How cultural institutions can tackle sustainability
Is there a responsibility for cultural institutions to not just reflect the past, but contemplate the future as well? National Gallery Victoria curator Ewan McEoin talks to CR about the museum’s latest show on sustainability and why they want to invest in designers
When talking about broad yet critical topics such as sustainability and climate change, it’s easy to assume that the brands and companies tasked with making a difference are those who create products or supply services. While the creative industries can have an impact in these areas, some believe it’s also the responsibility of our cultural institutions, galleries and museums to step up and help educate, inspire and shape the future.
“I think over time, there’s been this idea that institutions should look backwards, and record what has happened,” says Ewan McEoin, senior curator of contemporary design at National Gallery Victoria in Melbourne, Australia. “I just really don’t agree with that. We’re extremely engaged in participating and shaping what can happen. We’re a fairly major gallery in Australia in terms of scale, size and audience numbers. So we have to step up and lead by example.”
One way the NGV is doing this is through its current show Sampling the Future, which opened last Friday, after another national lockdown postponed its original August launch. “Sampling the Future is an exhibition mainly about designers fundamentally grappling with their role in shaping aspects of the future,” explains McEoin.
On display are new works by leading experimental and speculative designers whose practices bridge the worlds of design, technology, science and philosophy to reimagine how and why objects, materials and structures are designed and made. The NGV has commissioned and invested in these works and they form part of the institution’s ongoing commitment to helping designers and artists critically investigate the status quo in design. “We’re at this pivotal moment where I think a lot of designers are questioning the material ecology, the labour ecology, and the environmental consequences of design as it stands, and then searching for ways that they can be more experimental and engaging with solutions,” says McEoin.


Exercise description –
I'd like every record written out again, exactly as it is.

Exercise material –
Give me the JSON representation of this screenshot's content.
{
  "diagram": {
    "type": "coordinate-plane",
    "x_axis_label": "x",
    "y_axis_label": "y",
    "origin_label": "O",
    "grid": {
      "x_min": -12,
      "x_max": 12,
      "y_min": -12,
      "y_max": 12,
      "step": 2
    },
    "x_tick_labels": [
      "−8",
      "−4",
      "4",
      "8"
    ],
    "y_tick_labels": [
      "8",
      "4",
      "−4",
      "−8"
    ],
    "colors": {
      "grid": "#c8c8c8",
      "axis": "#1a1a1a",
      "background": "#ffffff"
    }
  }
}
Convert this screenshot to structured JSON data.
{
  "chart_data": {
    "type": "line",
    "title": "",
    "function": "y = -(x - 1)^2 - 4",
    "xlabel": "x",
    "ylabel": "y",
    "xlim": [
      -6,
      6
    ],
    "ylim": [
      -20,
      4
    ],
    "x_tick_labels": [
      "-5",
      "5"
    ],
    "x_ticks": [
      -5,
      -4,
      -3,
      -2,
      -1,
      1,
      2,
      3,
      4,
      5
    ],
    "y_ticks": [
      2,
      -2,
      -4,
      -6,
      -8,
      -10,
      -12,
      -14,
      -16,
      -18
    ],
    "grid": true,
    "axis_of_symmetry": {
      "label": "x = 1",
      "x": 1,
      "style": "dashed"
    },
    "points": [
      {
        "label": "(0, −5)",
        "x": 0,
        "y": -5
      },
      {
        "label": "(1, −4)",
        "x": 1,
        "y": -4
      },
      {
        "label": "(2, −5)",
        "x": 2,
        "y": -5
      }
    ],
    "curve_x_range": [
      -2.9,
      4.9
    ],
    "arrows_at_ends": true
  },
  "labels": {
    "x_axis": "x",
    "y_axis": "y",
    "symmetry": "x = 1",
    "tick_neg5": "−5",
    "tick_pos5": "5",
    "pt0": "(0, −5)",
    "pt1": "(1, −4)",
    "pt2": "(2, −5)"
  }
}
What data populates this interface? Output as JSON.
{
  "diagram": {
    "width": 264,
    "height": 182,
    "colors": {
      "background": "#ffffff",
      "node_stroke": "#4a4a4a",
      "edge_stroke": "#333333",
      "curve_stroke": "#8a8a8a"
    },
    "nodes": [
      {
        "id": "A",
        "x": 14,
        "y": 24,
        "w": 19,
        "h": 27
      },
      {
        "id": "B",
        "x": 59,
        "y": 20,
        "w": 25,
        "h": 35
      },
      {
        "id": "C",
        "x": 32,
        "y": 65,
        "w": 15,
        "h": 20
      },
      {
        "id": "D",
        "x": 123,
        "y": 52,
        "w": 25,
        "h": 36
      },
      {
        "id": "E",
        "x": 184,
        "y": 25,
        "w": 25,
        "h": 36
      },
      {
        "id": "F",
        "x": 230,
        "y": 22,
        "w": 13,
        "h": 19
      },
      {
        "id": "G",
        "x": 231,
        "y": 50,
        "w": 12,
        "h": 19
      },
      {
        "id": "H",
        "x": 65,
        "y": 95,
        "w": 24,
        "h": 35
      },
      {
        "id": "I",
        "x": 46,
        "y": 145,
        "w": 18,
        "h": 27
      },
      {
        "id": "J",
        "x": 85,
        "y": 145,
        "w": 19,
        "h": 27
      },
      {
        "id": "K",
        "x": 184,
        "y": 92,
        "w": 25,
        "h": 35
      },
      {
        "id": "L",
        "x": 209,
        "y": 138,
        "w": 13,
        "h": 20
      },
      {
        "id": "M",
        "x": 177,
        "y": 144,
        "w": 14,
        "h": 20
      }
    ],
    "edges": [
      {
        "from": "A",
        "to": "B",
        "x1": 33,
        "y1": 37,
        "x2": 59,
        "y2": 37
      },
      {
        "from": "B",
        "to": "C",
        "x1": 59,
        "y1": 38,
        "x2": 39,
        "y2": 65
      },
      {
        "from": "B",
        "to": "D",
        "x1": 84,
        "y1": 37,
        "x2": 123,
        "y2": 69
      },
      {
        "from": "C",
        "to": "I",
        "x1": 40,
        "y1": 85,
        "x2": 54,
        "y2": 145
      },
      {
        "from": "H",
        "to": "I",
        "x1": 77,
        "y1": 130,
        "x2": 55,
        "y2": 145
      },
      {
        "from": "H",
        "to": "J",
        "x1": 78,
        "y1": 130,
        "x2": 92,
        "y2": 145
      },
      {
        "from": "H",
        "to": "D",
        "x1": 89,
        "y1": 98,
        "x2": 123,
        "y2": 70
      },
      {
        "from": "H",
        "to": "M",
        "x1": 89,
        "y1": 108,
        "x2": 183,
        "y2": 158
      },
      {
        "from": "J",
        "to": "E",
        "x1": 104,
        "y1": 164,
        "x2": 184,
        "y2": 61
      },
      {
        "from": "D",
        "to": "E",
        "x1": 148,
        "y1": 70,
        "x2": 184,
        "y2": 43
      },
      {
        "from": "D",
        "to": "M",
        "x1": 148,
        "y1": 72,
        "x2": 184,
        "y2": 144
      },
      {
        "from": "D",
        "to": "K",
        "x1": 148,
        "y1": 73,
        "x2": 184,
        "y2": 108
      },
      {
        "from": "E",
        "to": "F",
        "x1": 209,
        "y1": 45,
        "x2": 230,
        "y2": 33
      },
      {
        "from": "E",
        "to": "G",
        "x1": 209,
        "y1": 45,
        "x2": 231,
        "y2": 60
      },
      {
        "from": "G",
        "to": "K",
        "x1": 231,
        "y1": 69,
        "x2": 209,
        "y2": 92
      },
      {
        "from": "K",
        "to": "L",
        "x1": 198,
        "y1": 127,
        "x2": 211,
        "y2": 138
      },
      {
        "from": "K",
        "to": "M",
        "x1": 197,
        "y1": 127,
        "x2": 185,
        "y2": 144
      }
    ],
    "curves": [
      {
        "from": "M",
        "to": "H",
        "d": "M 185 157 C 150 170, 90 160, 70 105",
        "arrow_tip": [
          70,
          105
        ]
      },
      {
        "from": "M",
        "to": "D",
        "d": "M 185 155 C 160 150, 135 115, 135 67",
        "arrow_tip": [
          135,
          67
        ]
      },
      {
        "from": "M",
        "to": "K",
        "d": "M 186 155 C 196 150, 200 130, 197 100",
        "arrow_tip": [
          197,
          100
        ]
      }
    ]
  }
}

Exercise response –
Give me the JSON representation of this screenshot's content.
{
  "diagram": {
    "type": "coordinate-plane",
    "x_axis_label": "x",
    "y_axis_label": "y",
    "origin_label": "O",
    "grid": {
      "x_min": -12,
      "x_max": 12,
      "y_min": -12,
      "y_max": 12,
      "step": 2
    },
    "x_tick_labels": [
      "−8",
      "−4",
      "4",
      "8"
    ],
    "y_tick_labels": [
      "8",
      "4",
      "−4",
      "−8"
    ],
    "colors": {
      "grid": "#c8c8c8",
      "axis": "#1a1a1a",
      "background": "#ffffff"
    }
  }
}
Convert this screenshot to structured JSON data.
{
  "chart_data": {
    "type": "line",
    "title": "",
    "function": "y = -(x - 1)^2 - 4",
    "xlabel": "x",
    "ylabel": "y",
    "xlim": [
      -6,
      6
    ],
    "ylim": [
      -20,
      4
    ],
    "x_tick_labels": [
      "-5",
      "5"
    ],
    "x_ticks": [
      -5,
      -4,
      -3,
      -2,
      -1,
      1,
      2,
      3,
      4,
      5
    ],
    "y_ticks": [
      2,
      -2,
      -4,
      -6,
      -8,
      -10,
      -12,
      -14,
      -16,
      -18
    ],
    "grid": true,
    "axis_of_symmetry": {
      "label": "x = 1",
      "x": 1,
      "style": "dashed"
    },
    "points": [
      {
        "label": "(0, −5)",
        "x": 0,
        "y": -5
      },
      {
        "label": "(1, −4)",
        "x": 1,
        "y": -4
      },
      {
        "label": "(2, −5)",
        "x": 2,
        "y": -5
      }
    ],
    "curve_x_range": [
      -2.9,
      4.9
    ],
    "arrows_at_ends": true
  },
  "labels": {
    "x_axis": "x",
    "y_axis": "y",
    "symmetry": "x = 1",
    "tick_neg5": "−5",
    "tick_pos5": "5",
    "pt0": "(0, −5)",
    "pt1": "(1, −4)",
    "pt2": "(2, −5)"
  }
}
What data populates this interface? Output as JSON.
{
  "diagram": {
    "width": 264,
    "height": 182,
    "colors": {
      "background": "#ffffff",
      "node_stroke": "#4a4a4a",
      "edge_stroke": "#333333",
      "curve_stroke": "#8a8a8a"
    },
    "nodes": [
      {
        "id": "A",
        "x": 14,
        "y": 24,
        "w": 19,
        "h": 27
      },
      {
        "id": "B",
        "x": 59,
        "y": 20,
        "w": 25,
        "h": 35
      },
      {
        "id": "C",
        "x": 32,
        "y": 65,
        "w": 15,
        "h": 20
      },
      {
        "id": "D",
        "x": 123,
        "y": 52,
        "w": 25,
        "h": 36
      },
      {
        "id": "E",
        "x": 184,
        "y": 25,
        "w": 25,
        "h": 36
      },
      {
        "id": "F",
        "x": 230,
        "y": 22,
        "w": 13,
        "h": 19
      },
      {
        "id": "G",
        "x": 231,
        "y": 50,
        "w": 12,
        "h": 19
      },
      {
        "id": "H",
        "x": 65,
        "y": 95,
        "w": 24,
        "h": 35
      },
      {
        "id": "I",
        "x": 46,
        "y": 145,
        "w": 18,
        "h": 27
      },
      {
        "id": "J",
        "x": 85,
        "y": 145,
        "w": 19,
        "h": 27
      },
      {
        "id": "K",
        "x": 184,
        "y": 92,
        "w": 25,
        "h": 35
      },
      {
        "id": "L",
        "x": 209,
        "y": 138,
        "w": 13,
        "h": 20
      },
      {
        "id": "M",
        "x": 177,
        "y": 144,
        "w": 14,
        "h": 20
      }
    ],
    "edges": [
      {
        "from": "A",
        "to": "B",
        "x1": 33,
        "y1": 37,
        "x2": 59,
        "y2": 37
      },
      {
        "from": "B",
        "to": "C",
        "x1": 59,
        "y1": 38,
        "x2": 39,
        "y2": 65
      },
      {
        "from": "B",
        "to": "D",
        "x1": 84,
        "y1": 37,
        "x2": 123,
        "y2": 69
      },
      {
        "from": "C",
        "to": "I",
        "x1": 40,
        "y1": 85,
        "x2": 54,
        "y2": 145
      },
      {
        "from": "H",
        "to": "I",
        "x1": 77,
        "y1": 130,
        "x2": 55,
        "y2": 145
      },
      {
        "from": "H",
        "to": "J",
        "x1": 78,
        "y1": 130,
        "x2": 92,
        "y2": 145
      },
      {
        "from": "H",
        "to": "D",
        "x1": 89,
        "y1": 98,
        "x2": 123,
        "y2": 70
      },
      {
        "from": "H",
        "to": "M",
        "x1": 89,
        "y1": 108,
        "x2": 183,
        "y2": 158
      },
      {
        "from": "J",
        "to": "E",
        "x1": 104,
        "y1": 164,
        "x2": 184,
        "y2": 61
      },
      {
        "from": "D",
        "to": "E",
        "x1": 148,
        "y1": 70,
        "x2": 184,
        "y2": 43
      },
      {
        "from": "D",
        "to": "M",
        "x1": 148,
        "y1": 72,
        "x2": 184,
        "y2": 144
      },
      {
        "from": "D",
        "to": "K",
        "x1": 148,
        "y1": 73,
        "x2": 184,
        "y2": 108
      },
      {
        "from": "E",
        "to": "F",
        "x1": 209,
        "y1": 45,
        "x2": 230,
        "y2": 33
      },
      {
        "from": "E",
        "to": "G",
        "x1": 209,
        "y1": 45,
        "x2": 231,
        "y2": 60
      },
      {
        "from": "G",
        "to": "K",
        "x1": 231,
        "y1": 69,
        "x2": 209,
        "y2": 92
      },
      {
        "from": "K",
        "to": "L",
        "x1": 198,
        "y1": 127,
        "x2": 211,
        "y2": 138
      },
      {
        "from": "K",
        "to": "M",
        "x1": 197,
        "y1": 127,
        "x2": 185,
        "y2": 144
      }
    ],
    "curves": [
      {
        "from": "M",
        "to": "H",
        "d": "M 185 157 C 150 170, 90 160, 70 105",
        "arrow_tip": [
          70,
          105
        ]
      },
      {
        "from": "M",
        "to": "D",
        "d": "M 185 155 C 160 150, 135 115, 135 67",
        "arrow_tip": [
          135,
          67
        ]
      },
      {
        "from": "M",
        "to": "K",
        "d": "M 186 155 C 196 150, 200 130, 197 100",
        "arrow_tip": [
          197,
          100
        ]
      }
    ]
  }
}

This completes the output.